Pheromone gland musculature in Phryganeidae: Structural features, postcopulatory modification and taxonomic significance

St.-Petersburg State University, Faculty of Biology, Department of Entomology, 199034, St.- Petersburg, Universitetskaya nab., 7/9
St.-Petersburg State University, Faculty of Biology, Department of Entomology, 199034, St.- Petersburg, Universitetskaya nab., 7/9
I. M. Sechenov Institute of Evolutionary Physiology and Biochemistry, 194223, St.-Petersburg, pr. Torez 44
Trichoptera caddis-flies sternal pheromone glands Phryganeidae Phryganea grandis Phryganea bipunctata muscle fibers secretory cells ultrastructure apomorphy

Abstract

Ultrastructure of the cells forming the sternal glands in males and both fertilized and virgin females of Phryganea bipunctata Retzius and Phryganea grandis L. has been studied by optical and transmission electron microscopy. The structures involved in the synthesis and excretion of pheromone mixtures consist of 4 types of cells: secretory, canal, muscle and epidermal. The secretory and canal cells form a compound structure where the secretory cells produce the secretion, while the canal cells form the conducting and receiving cuticular canals, which participate in conducting the secretion to the cavity of a cuticular reservoir.  The cuticle of the reservoir is rough and has numerous folds. Muscle fibers are situated between the epidermal cells and the  secretory cells in several layers, which are  perpendicular  to each other.
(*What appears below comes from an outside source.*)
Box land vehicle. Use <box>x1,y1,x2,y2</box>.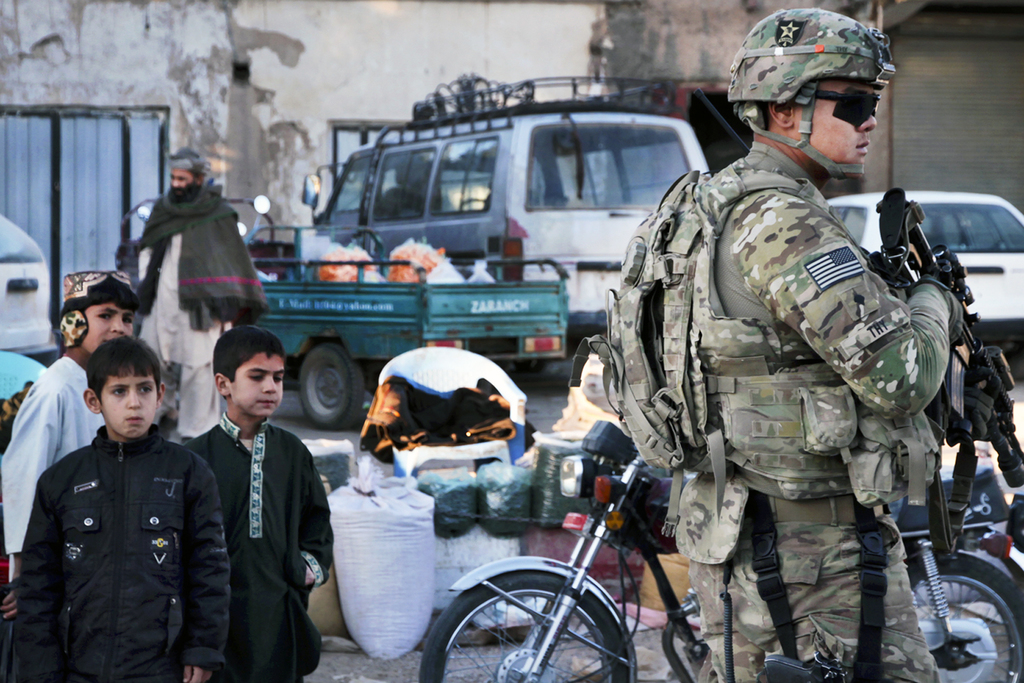
<box>0,210,55,352</box>.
The presence of muscle fibers in pheromone glands is in agreement with the eliciting of the droplets from the gland orifice in this family. The structure of muscle fibers changes in inseminated  females: they become more loose and apparently non-functional. The ultrastructure of secretory cells of the pheromone glands evidences also the greater functional activity of these glands in females as compared to the cells of males. The presence of muscle fibers in the examined pheromone glands in Trichoptera suggests these structures to be a putative apomorphy of Phryganeidae.